For several years, clients have asked law firms to sign statements in support of diversifying the legal profession. But with the formal agreement, firms have volunteered to put hard numbers behind their noble aspirations. According to the pact, "law firms should not object to requests by their corporate clients [to] report the number of hours devoted to the clients' matters by minority lawyers."
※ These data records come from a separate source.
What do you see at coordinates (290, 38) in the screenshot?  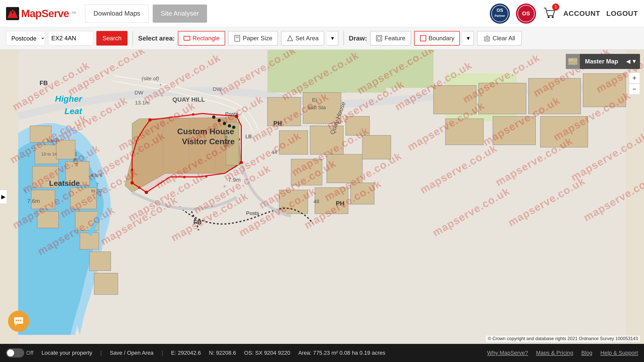 I see `set-area-icon` at bounding box center [290, 38].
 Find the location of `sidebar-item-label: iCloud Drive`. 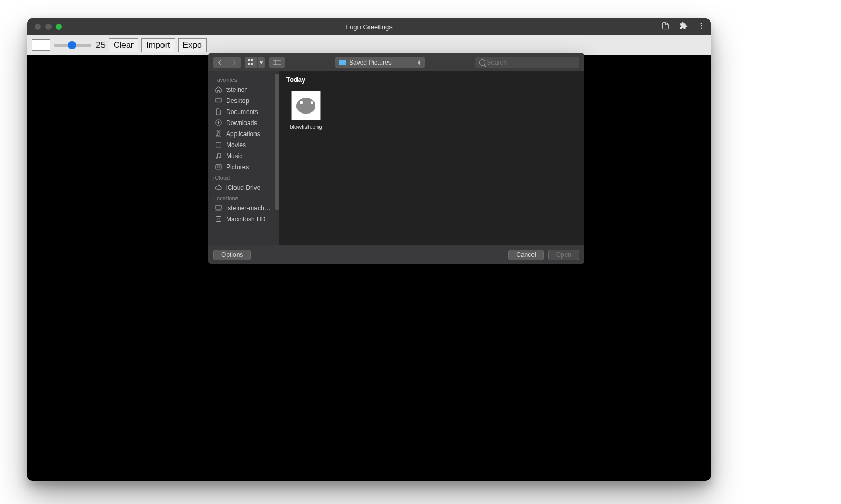

sidebar-item-label: iCloud Drive is located at coordinates (243, 188).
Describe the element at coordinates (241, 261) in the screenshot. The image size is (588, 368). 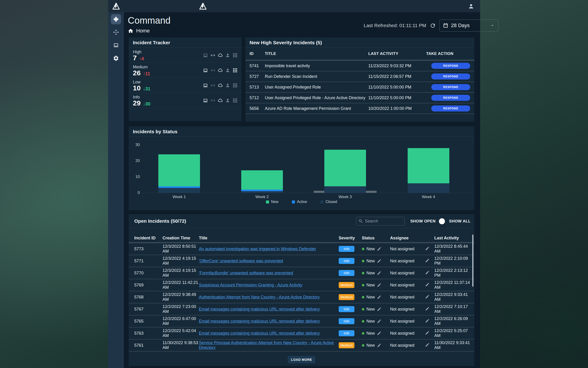
I see `incident-title-link: 'OfferCore' unwanted software was preven…` at that location.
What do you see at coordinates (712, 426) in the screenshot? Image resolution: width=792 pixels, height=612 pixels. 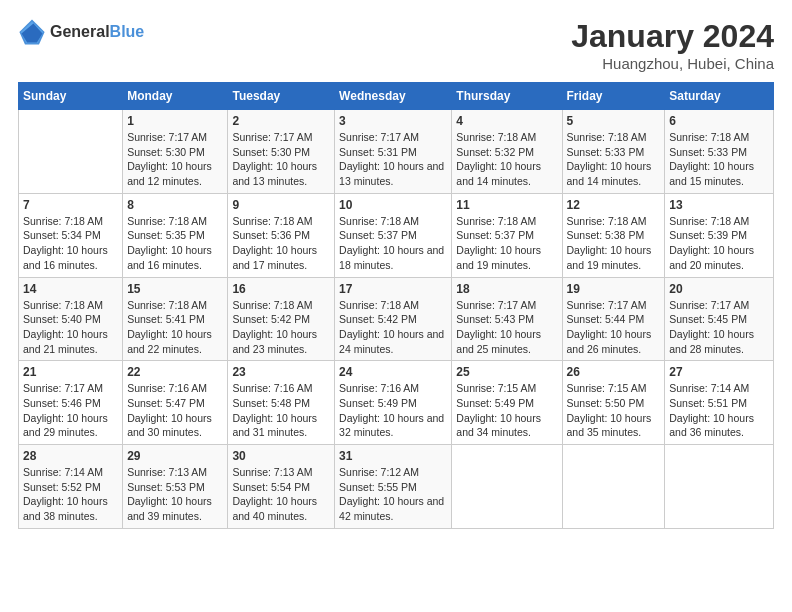 I see `daylight-text: Daylight: 10 hours and 36 minutes.` at bounding box center [712, 426].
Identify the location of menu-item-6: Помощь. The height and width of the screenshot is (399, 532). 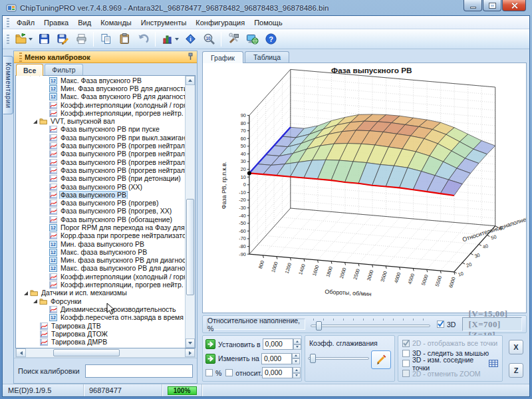
(269, 23).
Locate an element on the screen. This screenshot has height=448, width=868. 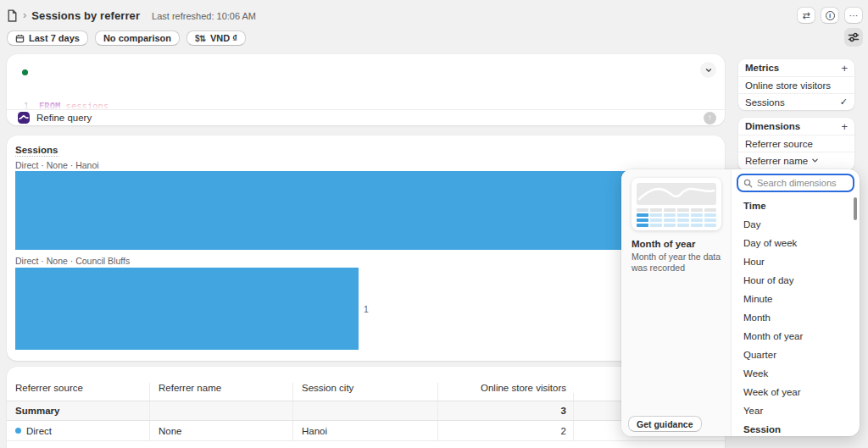
dimension-item-referrer-name: Referrer name is located at coordinates (797, 160).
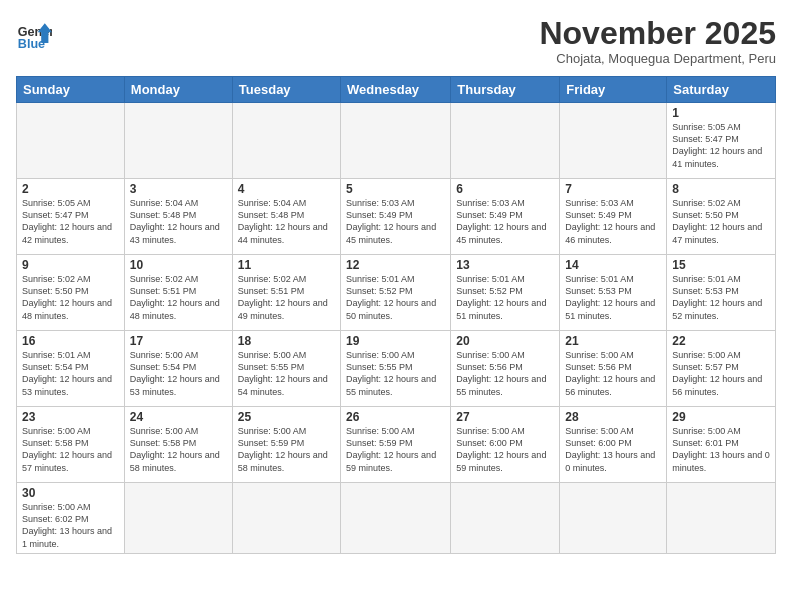  I want to click on logo-icon: General Blue, so click(34, 34).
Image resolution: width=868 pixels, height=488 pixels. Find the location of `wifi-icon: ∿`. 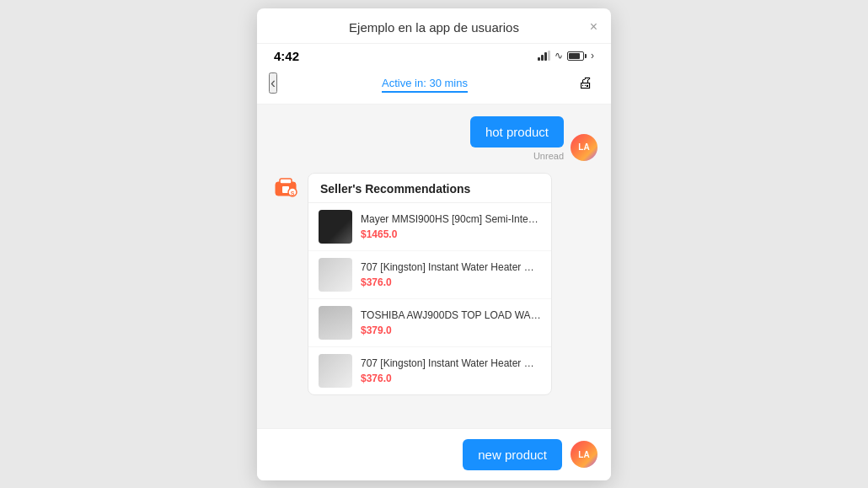

wifi-icon: ∿ is located at coordinates (559, 56).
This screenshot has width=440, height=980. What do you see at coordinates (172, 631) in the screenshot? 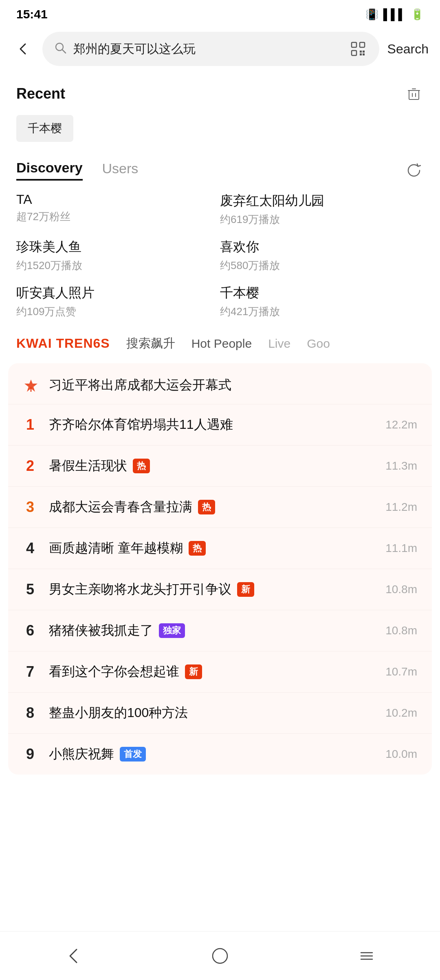
I see `badge-exclusive: 独家` at bounding box center [172, 631].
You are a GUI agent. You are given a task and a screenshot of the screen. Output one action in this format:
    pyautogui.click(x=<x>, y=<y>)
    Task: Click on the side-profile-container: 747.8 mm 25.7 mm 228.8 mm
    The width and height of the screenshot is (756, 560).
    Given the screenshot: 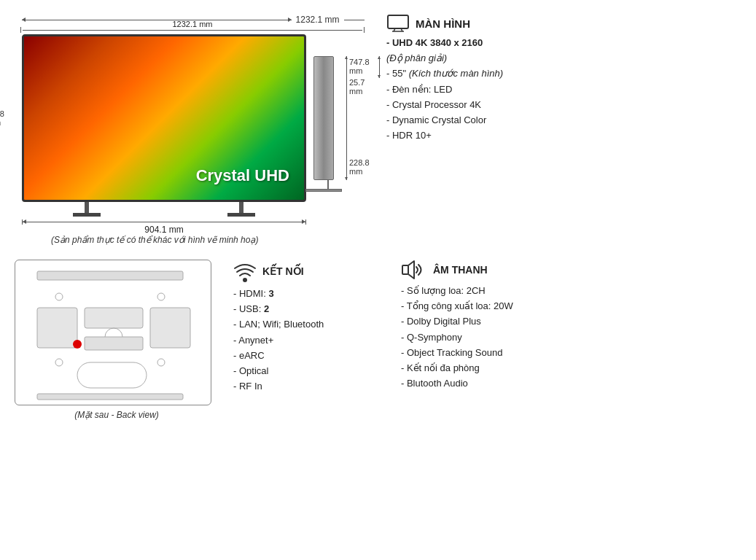 What is the action you would take?
    pyautogui.click(x=341, y=124)
    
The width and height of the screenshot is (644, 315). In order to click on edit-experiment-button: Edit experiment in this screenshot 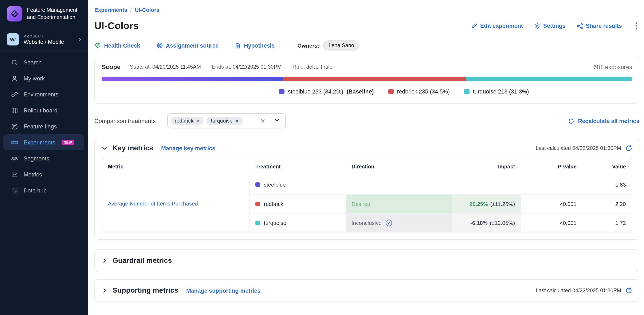, I will do `click(497, 26)`.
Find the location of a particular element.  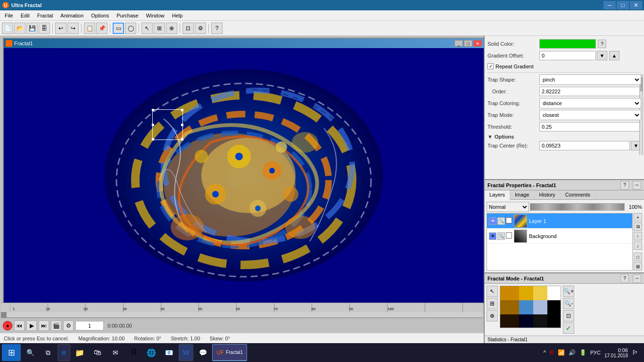

menu-window: Window is located at coordinates (156, 15).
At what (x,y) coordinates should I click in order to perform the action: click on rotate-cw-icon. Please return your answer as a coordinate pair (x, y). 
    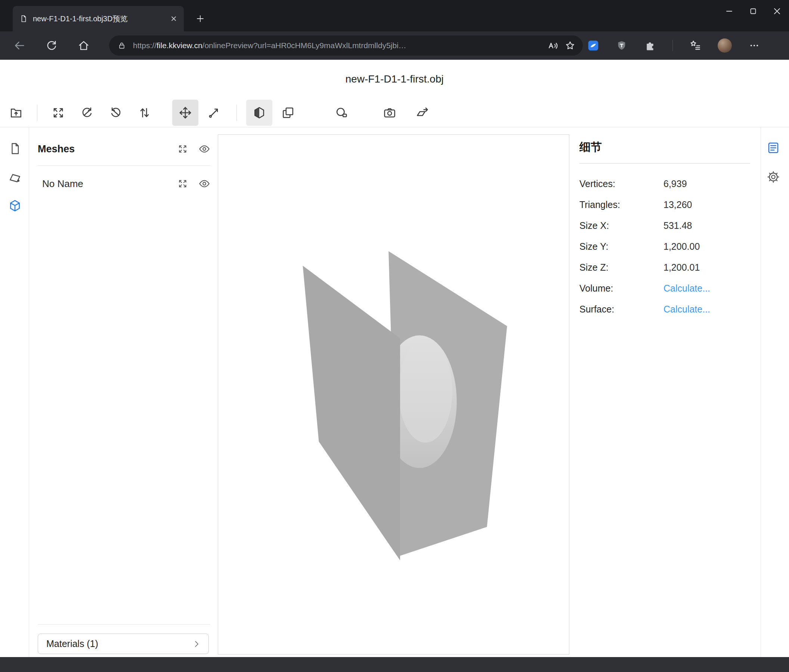
    Looking at the image, I should click on (116, 113).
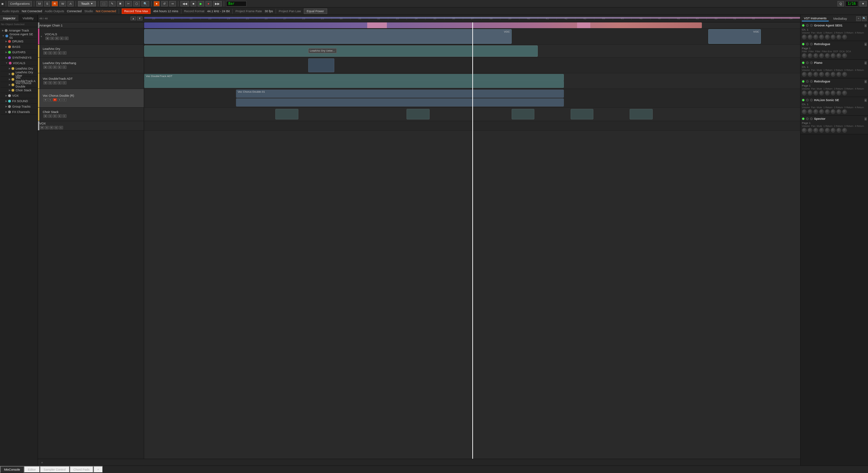  I want to click on vst-dot-1-halion-sonic, so click(807, 100).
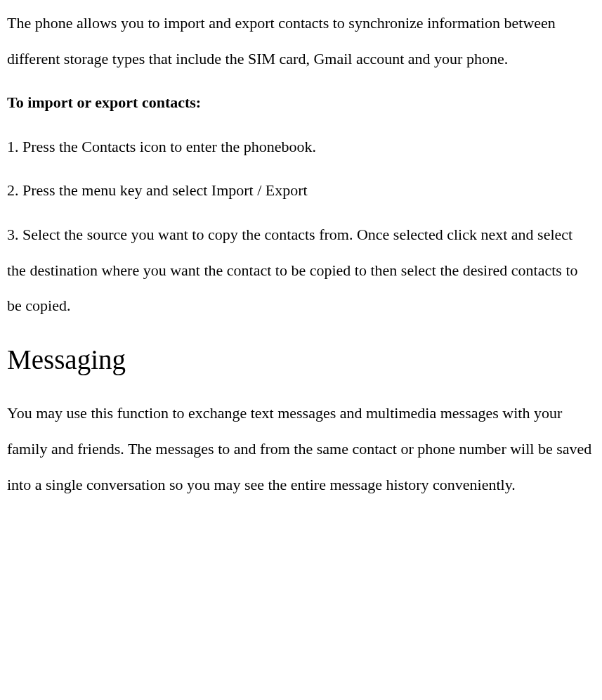 The height and width of the screenshot is (700, 602). What do you see at coordinates (301, 41) in the screenshot?
I see `intro-paragraph: The phone allows you to import and expor…` at bounding box center [301, 41].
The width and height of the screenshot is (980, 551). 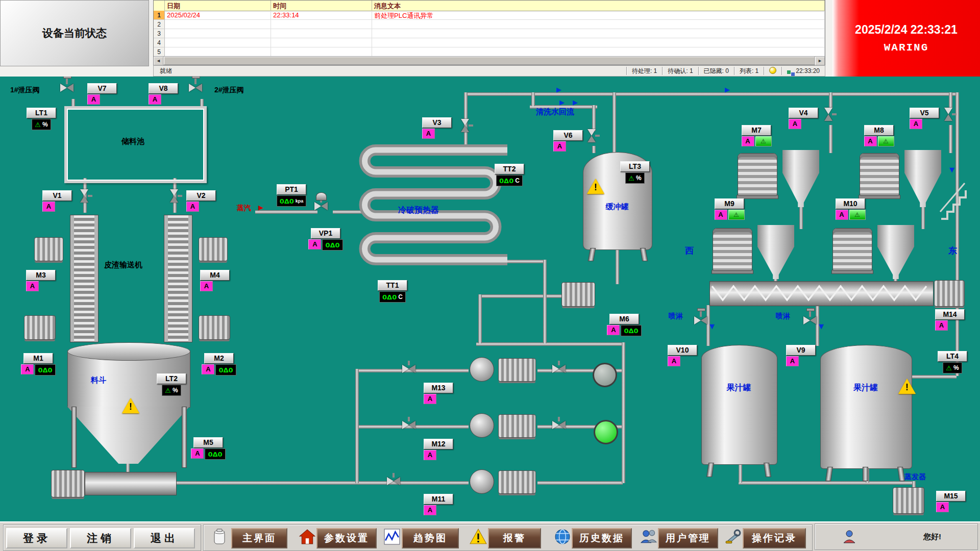 I want to click on badge-v7: V7A, so click(x=102, y=94).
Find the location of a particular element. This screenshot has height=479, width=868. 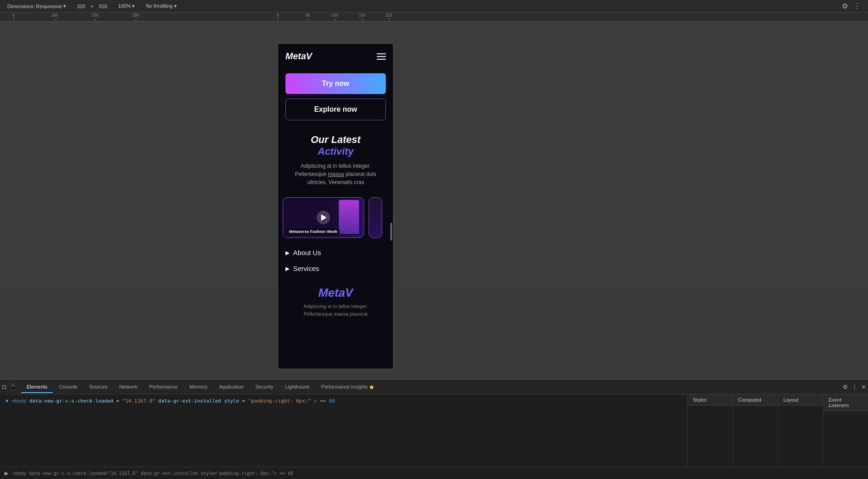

This Comment reacting to the story
at Volokh's blog struck me as very disturbing of the implications of some of our laws:

I can remember very well when we were told that we could not keep records by race or gender or age because it would lead to discrimination. The next year we had to prove we did not discriminate on race or gender or age. I was responsible for personnel/payroll/benefits computer processing programs for a major firm in New England. We used to keep race and gener and age in the educational slots on the records. That way when they required us to report that we were not discriminating, we had the info. The whole concept reeks of PC crap!! If you keep it you are breaking one law, if you don't you are breaking another. The whole LLL PC crap has made this part of a company hell on wheels to work in.

And God forbid somebody claims you discriminated. Then you have to produce reams of paper every month to prove you have not discriminated and all it takes is someone apply for a job and not get it and then complain that your discriminating against them was the reason. Someone needs to get in there and clear out all these PC laws that make corporate life impossible. Once someone complains to the government for any reason at all, whether it is true or not, you are stuck. I used to have to devote a full weekend running reports that ended up being 4 feet high, 6 copies, and send them to the federal government every month. The reason is that we did not have the percentage of blacks working that matched the population. Of course the fact that blacks were afraid to venture into that part of the city meant that we did not have any blacks applying, but that did not matter. It was all our fault. I developed a very bitter distaste for the federal government working on those systems. The laws were totally insane, but the professors at Harvard thought they were wonderful.